Review Summary: Ephel Duath could never be accused of playing the populist card. Pain Necessary To Know may not be everybody's cup of tea, but it certainly is interesting.
Avant-garde music, in any guise, seldom presents an easy pill to swallow. There is often a certain intentionally angular and unsettling aesthetic which provides the music with part of its character. Much like a confrontational piece of art, avant-garde offerings tend to hold the listener at arms length, making them gawk at the mayhem from the outside rather than immersing them within.
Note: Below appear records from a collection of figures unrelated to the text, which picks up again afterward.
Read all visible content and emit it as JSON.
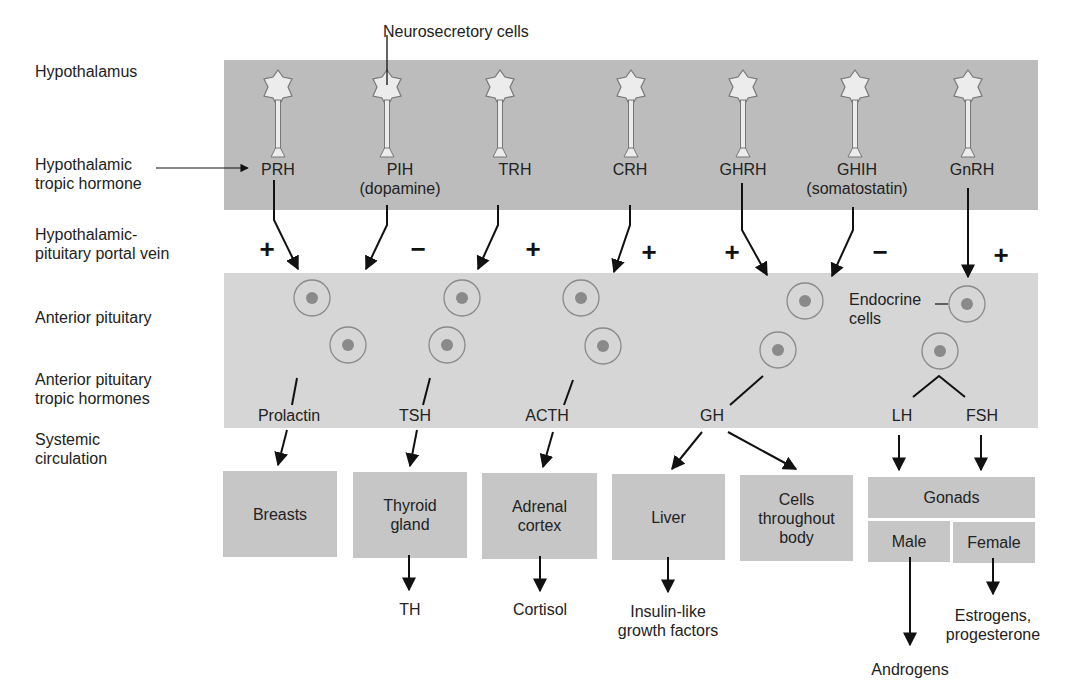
{
  "labels": {
    "neurosecretory": "Neurosecretory cells",
    "hypothalamus": "Hypothalamus",
    "hyp_tropic_1": "Hypothalamic",
    "hyp_tropic_2": "tropic hormone",
    "portal_1": "Hypothalamic-",
    "portal_2": "pituitary portal vein",
    "anterior_pituitary": "Anterior pituitary",
    "ap_tropic_1": "Anterior pituitary",
    "ap_tropic_2": "tropic hormones",
    "systemic_1": "Systemic",
    "systemic_2": "circulation",
    "endocrine_1": "Endocrine",
    "endocrine_2": "cells"
  },
  "hypothalamic_hormones": [
    {
      "name": "PRH",
      "sub": "",
      "effect": "+"
    },
    {
      "name": "PIH",
      "sub": "(dopamine)",
      "effect": "−"
    },
    {
      "name": "TRH",
      "sub": "",
      "effect": "+"
    },
    {
      "name": "CRH",
      "sub": "",
      "effect": "+"
    },
    {
      "name": "GHRH",
      "sub": "",
      "effect": "+"
    },
    {
      "name": "GHIH",
      "sub": "(somatostatin)",
      "effect": "−"
    },
    {
      "name": "GnRH",
      "sub": "",
      "effect": "+"
    }
  ],
  "pituitary_hormones": [
    "Prolactin",
    "TSH",
    "ACTH",
    "GH",
    "LH",
    "FSH"
  ],
  "targets": [
    {
      "name": "Breasts",
      "output": ""
    },
    {
      "name": "Thyroid gland",
      "output": "TH"
    },
    {
      "name": "Adrenal cortex",
      "output": "Cortisol"
    },
    {
      "name": "Liver",
      "output": "Insulin-like growth factors"
    },
    {
      "name": "Cells throughout body",
      "output": ""
    }
  ],
  "gonads": {
    "name": "Gonads",
    "male": "Male",
    "female": "Female",
    "male_output": "Androgens",
    "female_output_1": "Estrogens,",
    "female_output_2": "progesterone"
  },
  "target_lines": {
    "thyroid_1": "Thyroid",
    "thyroid_2": "gland",
    "adrenal_1": "Adrenal",
    "adrenal_2": "cortex",
    "cells_1": "Cells",
    "cells_2": "throughout",
    "cells_3": "body",
    "igf_1": "Insulin-like",
    "igf_2": "growth factors"
  },
  "colors": {
    "hypothalamus_band": "#bcbcbc",
    "pituitary_band": "#d6d6d6",
    "target_box": "#c6c6c6",
    "cell_nucleus": "#8a8a8a"
  }
}
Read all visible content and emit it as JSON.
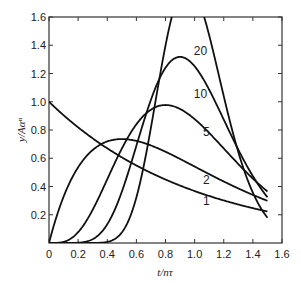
{
  "chart_data": {
    "type": "line",
    "title": "",
    "xlabel": "t/nτ",
    "ylabel": "y/Aαⁿ",
    "xlim": [
      0,
      1.6
    ],
    "ylim": [
      0,
      1.6
    ],
    "grid": false,
    "legend": "inline curve labels",
    "x_ticks": [
      0,
      0.2,
      0.4,
      0.6,
      0.8,
      1.0,
      1.2,
      1.4,
      1.6
    ],
    "x_tick_labels": [
      "0",
      "0.2",
      "0.4",
      "0.6",
      "0.8",
      "1.0",
      "1.2",
      "1.4",
      "1.6"
    ],
    "y_ticks": [
      0.2,
      0.4,
      0.6,
      0.8,
      1.0,
      1.2,
      1.4,
      1.6
    ],
    "y_tick_labels": [
      "0.2",
      "0.4",
      "0.6",
      "0.8",
      "1.0",
      "1.2",
      "1.4",
      "1.6"
    ],
    "x": [
      0,
      0.1,
      0.2,
      0.3,
      0.4,
      0.5,
      0.6,
      0.7,
      0.8,
      0.9,
      1.0,
      1.1,
      1.2,
      1.3,
      1.4,
      1.5
    ],
    "series": [
      {
        "name": "1",
        "values": [
          1.0,
          0.9,
          0.82,
          0.74,
          0.67,
          0.61,
          0.55,
          0.5,
          0.45,
          0.41,
          0.37,
          0.33,
          0.3,
          0.27,
          0.25,
          0.22
        ]
      },
      {
        "name": "2",
        "values": [
          0.0,
          0.33,
          0.54,
          0.66,
          0.72,
          0.74,
          0.72,
          0.69,
          0.65,
          0.59,
          0.54,
          0.49,
          0.44,
          0.39,
          0.34,
          0.3
        ]
      },
      {
        "name": "5",
        "values": [
          0.0,
          0.01,
          0.1,
          0.28,
          0.5,
          0.71,
          0.87,
          0.96,
          0.98,
          0.95,
          0.88,
          0.79,
          0.69,
          0.59,
          0.49,
          0.4
        ]
      },
      {
        "name": "10",
        "values": [
          0.0,
          0.0,
          0.0,
          0.05,
          0.22,
          0.5,
          0.85,
          1.14,
          1.3,
          1.32,
          1.25,
          1.11,
          0.94,
          0.76,
          0.6,
          0.46
        ]
      },
      {
        "name": "20",
        "values": [
          0.0,
          0.0,
          0.0,
          0.0,
          0.02,
          0.15,
          0.55,
          1.13,
          1.6,
          1.8,
          1.77,
          1.52,
          1.16,
          0.81,
          0.52,
          0.31
        ]
      }
    ],
    "curve_labels": [
      {
        "text": "1",
        "x": 1.08,
        "y": 0.27
      },
      {
        "text": "2",
        "x": 1.08,
        "y": 0.42
      },
      {
        "text": "5",
        "x": 1.08,
        "y": 0.76
      },
      {
        "text": "10",
        "x": 1.04,
        "y": 1.03
      },
      {
        "text": "20",
        "x": 1.04,
        "y": 1.33
      }
    ]
  }
}
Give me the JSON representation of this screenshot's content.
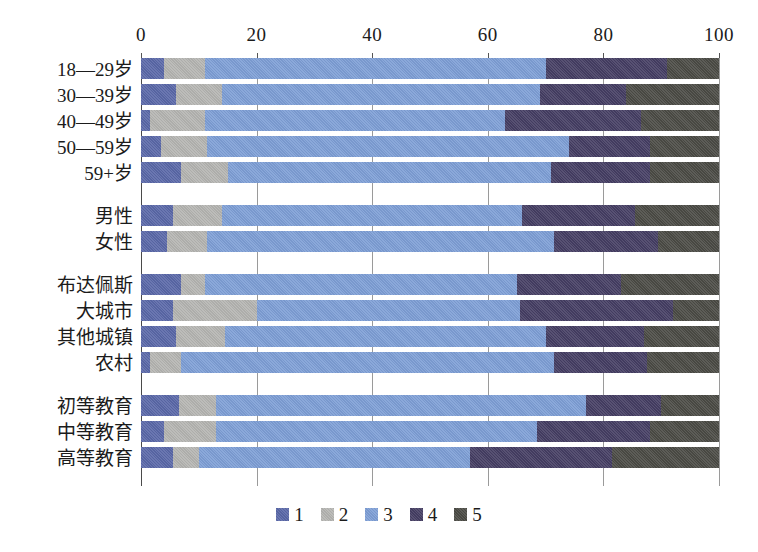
{
  "chart_data": {
    "type": "bar",
    "orientation": "horizontal",
    "stacked": true,
    "stack_total": 100,
    "title": "",
    "subtitle": "",
    "xlabel": "",
    "ylabel": "",
    "xlim": [
      0,
      100
    ],
    "xticks": [
      0,
      20,
      40,
      60,
      80,
      100
    ],
    "xtick_labels": [
      "0",
      "20",
      "40",
      "60",
      "80",
      "100"
    ],
    "grid": true,
    "grid_axis": "x",
    "legend_position": "bottom",
    "legend_entries": [
      "1",
      "2",
      "3",
      "4",
      "5"
    ],
    "series": [
      {
        "name": "1",
        "color": "#5a68a8",
        "values": [
          4,
          6,
          1.5,
          3.5,
          7,
          5.5,
          4.5,
          7,
          5.5,
          6,
          1.5,
          6.5,
          4,
          5.5
        ]
      },
      {
        "name": "2",
        "color": "#b5b5b2",
        "values": [
          7,
          8,
          9.5,
          8,
          8,
          8.5,
          7,
          4,
          14.5,
          8.5,
          5.5,
          6.5,
          9,
          4.5
        ]
      },
      {
        "name": "3",
        "color": "#7e9fd6",
        "values": [
          59,
          55,
          52,
          62.5,
          56,
          52,
          60,
          47,
          45.5,
          56,
          64.5,
          64,
          51.5,
          47
        ]
      },
      {
        "name": "4",
        "color": "#453e63",
        "values": [
          21,
          15,
          23.5,
          14,
          17,
          19.5,
          18,
          18,
          26.5,
          17,
          16,
          13,
          19.5,
          24.5
        ]
      },
      {
        "name": "5",
        "color": "#4b4b45",
        "values": [
          9,
          16,
          13.5,
          12,
          12,
          14.5,
          10.5,
          24,
          8,
          13,
          12.5,
          10,
          16,
          18.5
        ]
      }
    ],
    "categories": [
      "18—29岁",
      "30—39岁",
      "40—49岁",
      "50—59岁",
      "59+岁",
      "男性",
      "女性",
      "布达佩斯",
      "大城市",
      "其他城镇",
      "农村",
      "初等教育",
      "中等教育",
      "高等教育"
    ],
    "category_groups": [
      {
        "name": "age",
        "categories": [
          "18—29岁",
          "30—39岁",
          "40—49岁",
          "50—59岁",
          "59+岁"
        ]
      },
      {
        "name": "gender",
        "categories": [
          "男性",
          "女性"
        ]
      },
      {
        "name": "settlement",
        "categories": [
          "布达佩斯",
          "大城市",
          "其他城镇",
          "农村"
        ]
      },
      {
        "name": "education",
        "categories": [
          "初等教育",
          "中等教育",
          "高等教育"
        ]
      }
    ],
    "rows": [
      {
        "label": "18—29岁",
        "group": "age",
        "values": [
          4,
          7,
          59,
          21,
          9
        ]
      },
      {
        "label": "30—39岁",
        "group": "age",
        "values": [
          6,
          8,
          55,
          15,
          16
        ]
      },
      {
        "label": "40—49岁",
        "group": "age",
        "values": [
          1.5,
          9.5,
          52,
          23.5,
          13.5
        ]
      },
      {
        "label": "50—59岁",
        "group": "age",
        "values": [
          3.5,
          8,
          62.5,
          14,
          12
        ]
      },
      {
        "label": "59+岁",
        "group": "age",
        "values": [
          7,
          8,
          56,
          17,
          12
        ]
      },
      {
        "label": "男性",
        "group": "gender",
        "values": [
          5.5,
          8.5,
          52,
          19.5,
          14.5
        ]
      },
      {
        "label": "女性",
        "group": "gender",
        "values": [
          4.5,
          7,
          60,
          18,
          10.5
        ]
      },
      {
        "label": "布达佩斯",
        "group": "settlement",
        "values": [
          7,
          4,
          54,
          18,
          17
        ]
      },
      {
        "label": "大城市",
        "group": "settlement",
        "values": [
          5.5,
          14.5,
          45.5,
          26.5,
          8
        ]
      },
      {
        "label": "其他城镇",
        "group": "settlement",
        "values": [
          6,
          8.5,
          55.5,
          17,
          13
        ]
      },
      {
        "label": "农村",
        "group": "settlement",
        "values": [
          1.5,
          5.5,
          64.5,
          16,
          12.5
        ]
      },
      {
        "label": "初等教育",
        "group": "education",
        "values": [
          6.5,
          6.5,
          64,
          13,
          10
        ]
      },
      {
        "label": "中等教育",
        "group": "education",
        "values": [
          4,
          9,
          55.5,
          19.5,
          12
        ]
      },
      {
        "label": "高等教育",
        "group": "education",
        "values": [
          5.5,
          4.5,
          47,
          24.5,
          18.5
        ]
      }
    ]
  },
  "legend": {
    "items": [
      {
        "label": "1",
        "color": "#5a68a8"
      },
      {
        "label": "2",
        "color": "#b5b5b2"
      },
      {
        "label": "3",
        "color": "#7e9fd6"
      },
      {
        "label": "4",
        "color": "#453e63"
      },
      {
        "label": "5",
        "color": "#4b4b45"
      }
    ]
  },
  "axis": {
    "x_tick_labels": [
      "0",
      "20",
      "40",
      "60",
      "80",
      "100"
    ]
  }
}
Italian metal maniacs Ephel Duath certainly produce music which fits this description on
Pain Necessary To Know, peddling a unique blend of free-jazz and mathcore which, while unquestionably intriguing, keeps the audience uncomfortably rapt at a safe distance. It's this uneasy emotional starkness which will either keep the listener interested and give them something to take away from the experience, or be a bit too much for them to handle for more than a couple of tracks at a time.
Dense and disjointed is
Pain Necessary To Know. This seems to be very much an intentional ploy, as there is no shortage of startling musicianship and inventive songwriting, but these interludes tend to be separated by passages of oppressive, repetitive riffing and pained screaming and shouting. Thankfully this busy, haphazard approach is counterbalanced to a degree by short-to-medium track lengths (so frequently scoffed at by the more experimentally inclined). This alone, however, is not necessarily enough to get anybody through the whole album in one listening. That's not to suggest that the album is intrinsically bad; on the contrary, it is rather good. But it seems very much a case of Ephel Duath knowing exactly what they want to achieve musically and pursuing that vision for their own edification rather than pandering to any constituency.
That's not to suggest, however, that
Pain Necessary To Know represents the tired cliché of a love-it-or-hate-it record. There are enough quirky jazz riffs, slick time signature changes and post-modern film noir atmospherics to at least offer up an album that almost anybody can appreciate musically. Unfortunately it is unlikely that many will experience any visceral enjoyment to complement that appreciation, unless you have a particular love of that strange sense of anomie which the album engenders. What Ephel Duath have created then with
Pain Necessary To Know is the sort of album that you'll dig up once in a while to play a crazy track to an uninitiated friend, but not really the sort of album that will soar to the peak of your all-time favourite list.